Wednesday, September 10, 2014

Connections Across Disciplines

I just started at my placement school last week, and although I'm working primarily in a science classroom, my mentor teacher is letting me observe classrooms outside of my focus area. Being a math minor, I took off during planning period yesterday to observe a geometry classroom, where the students were working with line segment addition/subtraction and line segment congruence. I was surprised by the amount of class discussion and variety of activities that students did, which led to them coming up with the theorems of segment addition and congruence on their own.

I wasn't surprised at the inquiry based learning and student exploration, since this was common in my college science classes. I was really surprised that discussion-based learning could exist in a math class. We didn't have such discussion in my own high school math classes. I had the same teacher for both Geometry and Algebra II, and although we did do some exploration on our own, our teacher did most, if not all, of the demos that would show us concepts. For example, when we were learning about conic sections, we first read the definition of a parabola and an ellipse. Just reading the definition of a parabola, with strange words like "focus" and "directrix", was enough to bore most students to tears, but the activity using wax paper, where we drew a point and a line, then repeatedly folded the paper so that the line and point intersected. Multiple folds resulted in a parabola appearing in the wax paper.

Unfortunately student explorations like the parabola in wax paper were few and far between. Often times we would break up into small groups and work on problems, so seeing this geometry class where students came up with the theorems themselves was a very different approach and needed few materials aside from a ruler and a worksheet.

For classrooms that have more access to technology, three of my classmates designed a math lesson using GeoGebra, an interactive drawing program that allows students to draw and manipulate graphs, figures, and angles. The lesson was about drawing lines when given points, then drawing lines with given equations using GeoGebra. The purpose was for students to see the connections between equation and the drawing of the line on the coordinate plane. Since GeoGebra shows equations, it was also important for students to calculate the equation of the line on their own before checking with GeoGebra, providing them with a way to check their work and discuss the meaning of vocabulary words like "slope" and "intercept".

I'm really enjoying the interactive way of teaching math, and I've never thought of math as being very interactive before. When I was volunteering at summer school in Algebra I, the teacher used GeoGebra to graph parabolas, showing the equation along with the graph. He could drag the parabola to make it wider, narrower, or upside down, and the equation would change along with it. Students were much more engaged, and better understood the relationship between the graph shape and the effect of changing the x^2 coefficient in the equation. This also meant that students decreased rote learning and had higher retention, while teachers found it easier to scaffold future information.

Looking back, I wish I had a more interactive math experience. I loved my math classes in high school and college, but I never thought about math as being inquiry-based until now. I will also admit that I didn't see the connection between the x^2 coefficient and the parabola shape until well after I finished Algebra I.

1 comment:

Unknown said...

Melissa,

I had similar experiences with Math in high school, no discussion, very little interactive opportunities. However, I can recall my 6th grade geometry teacher more clearly than I can my math through high school. In this class we designed our own putt-putt course, nine holes, of our own theme. We had to draw them out and draw a "hole in one shot" for each one, but we had to include so many angles in a varying specific degrees. I can even recall others' courses, but couldn't even conjure up one project I did in any of my other math classes. How did the teacher support discussion in the classroom? Do you think this is the norm in that classroom?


• _Task to carry out_:
If you see a picture in the data below, omit it and copy the rest exactly.

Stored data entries
....
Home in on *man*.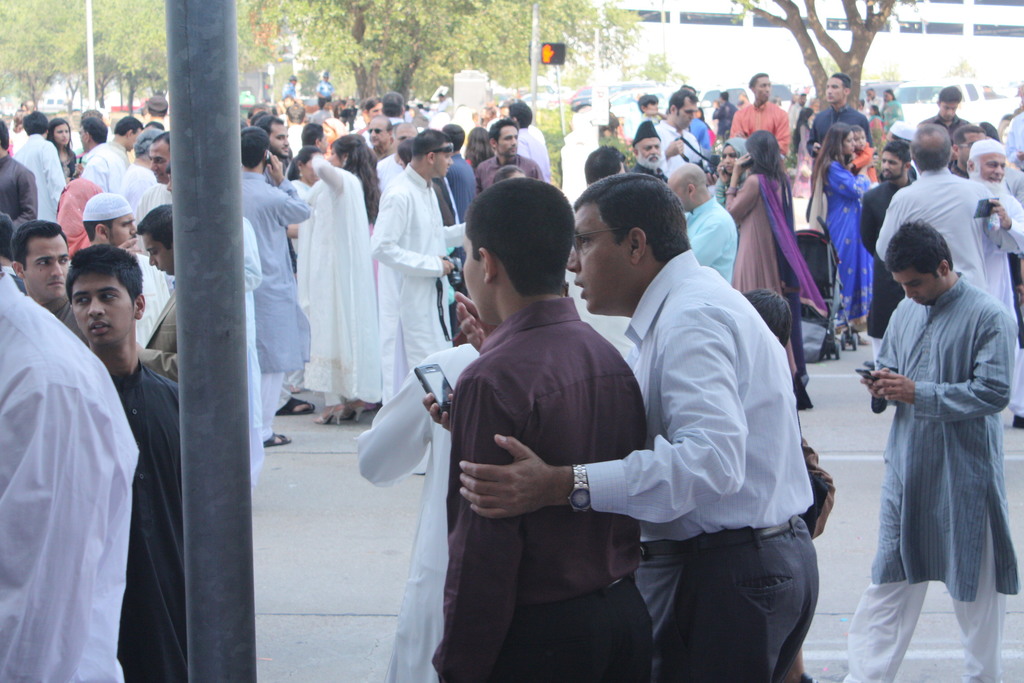
Homed in at 508, 99, 552, 181.
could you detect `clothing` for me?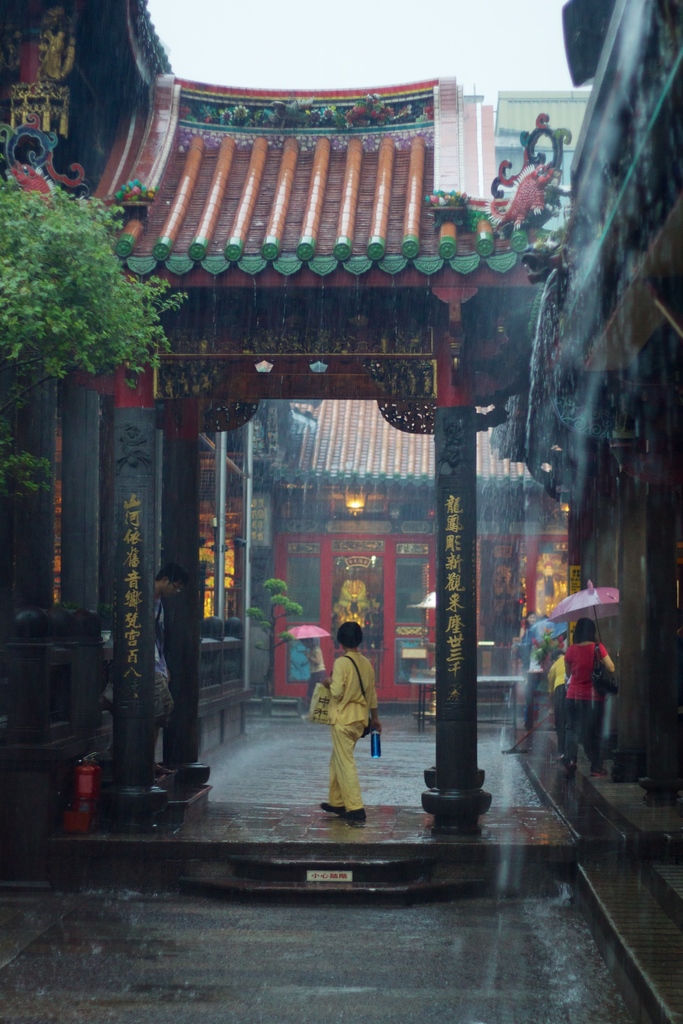
Detection result: (x1=309, y1=639, x2=387, y2=811).
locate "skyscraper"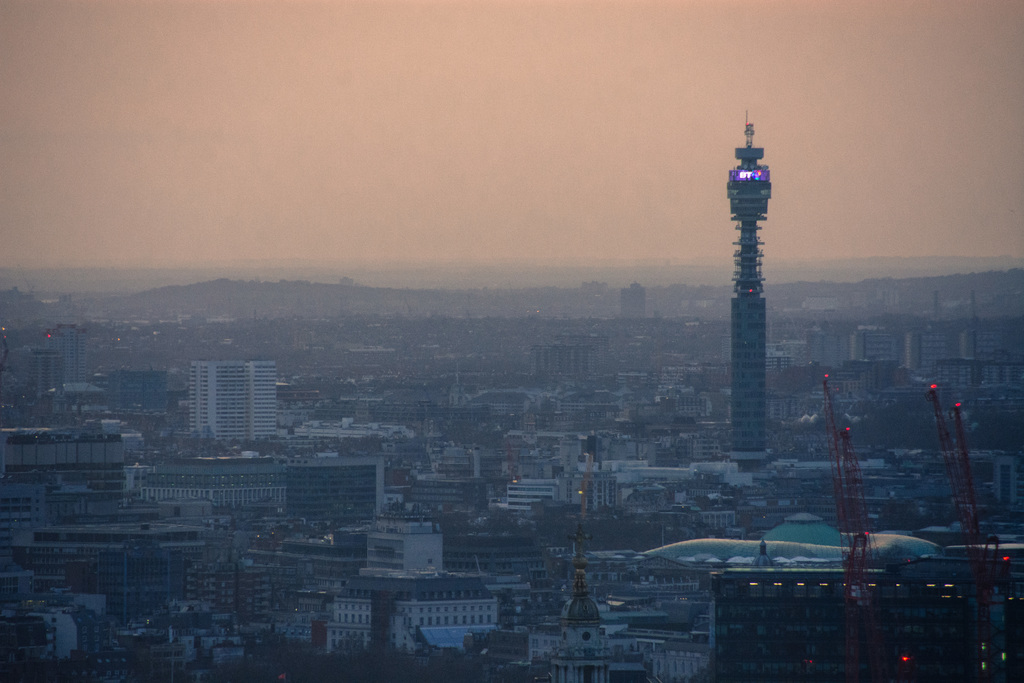
pyautogui.locateOnScreen(34, 349, 58, 381)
....
• _Reply_:
Home in on *man*.
Homed in at 508, 99, 552, 181.
could you detect `clothing` for me?
Detection result: (x1=309, y1=639, x2=387, y2=811).
locate "skyscraper"
pyautogui.locateOnScreen(34, 349, 58, 381)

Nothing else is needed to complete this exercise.